Similarly, our project is driven not by a single concept but by various interests, some of them also coming from the Baltic-Scandinavian region.”

Read more (pdf)

Klimašauskas

is letters, but also a curator and writer interested in the robotics of belles-lettres and the uneven distribution of the future and sharing. His recent texts include “On the importance of curating from the perspective of a bacteria, living fossil or Neanderthal” and a reading of “How to Clone a Mammoth (in Three Voices and with a Fisherman’s Exaggeration)” at the XII Baltic Triennial at the Contemporary Art Centre (CAC), Vilnius. His book “B” published in 2014 by Torpedo Press, Oslo, contains written exhibitions that float in time and space with or within a joke, one’s mind, Voyager 1, Chauvet Cave or inside the novel “2666” by Roberto Bolaño. Valentinas lives and works from Inkūnai, Lithuania.

Gailė Pranckūnaitė

is a Vilnius-based graphic designer. She graduated from the Gerrit Rietveld Academy, Amsterdam in 2013. Her practice focuses on printed matter and web-based projects, combining graphic design with an editorial touch, experimental typography and sound. Since 2015 she has been part of a collaborative research unit (with Mislav Žugaj) “Sprawl” – named after a term used in William Gibson’s science fiction trilogy describing both a vast, spreading urban area and the expanding cyberspace.
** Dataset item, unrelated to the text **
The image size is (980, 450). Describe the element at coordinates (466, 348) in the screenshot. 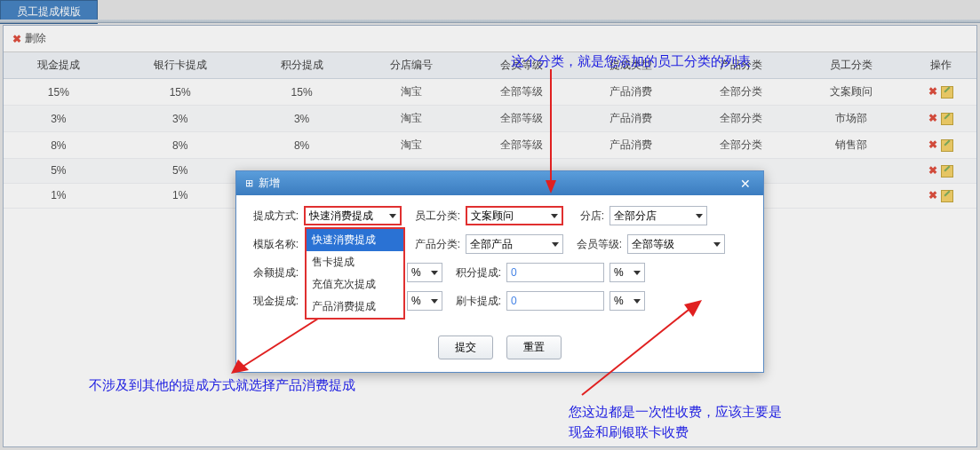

The term encompasses perfectly the collaborative´s interest in science fiction as a tool for enquiry, as well as the primary tool used for that enquiry: the internet. “Sprawl” seeks to translate this uneven pattern of growth of cyber and urban expansion into a visual, literary and social artistic methodology.

Karl Larsson

is a Swedish poet and artist living in Malmö. His work is developed within the margins of writing and language, poetry and installation and has had solo exhibitions in venues such as Hamburger Kunstverein (2014) Castillo/Corrales (2013), Signal, Malmö (2012), CAC, Vilnius (2011), Index, Stockholm, and Neuer Aachener Kunstverein, Aachen, DE (2010). He participated in numerous group exhibitions that include Grazer Kunstverein, Graz, CAC Vilnius, Frutta, Rome, NGBK, Berlin, and Parra/Romero, Madrid (2012), HIAP, Helsinki, and 6th Momentum Biennial, Moss (2011), Passerelle FAC, Brest, FR, Modernautställningen, Moderna Museet, Stockholm and Ystad Konstmuseum, Ystad (2010). Larsson has also been working editorially in contexts such as OEI, Magazine for new poetry and Audiatur, festival for new poetry. His publications include Form/ Force, Walter König Verlag DE and Black Square Editions US, 2015; Poetical Assumption, Torpedo JVE, NO/NL, 2012; Consensus (The Room), Paraguay Press, FR, 2012; Parrot, Paraguay Press, FR, 2010. His first monograph Strange was published by Mousse Publishing, Milan in 2015.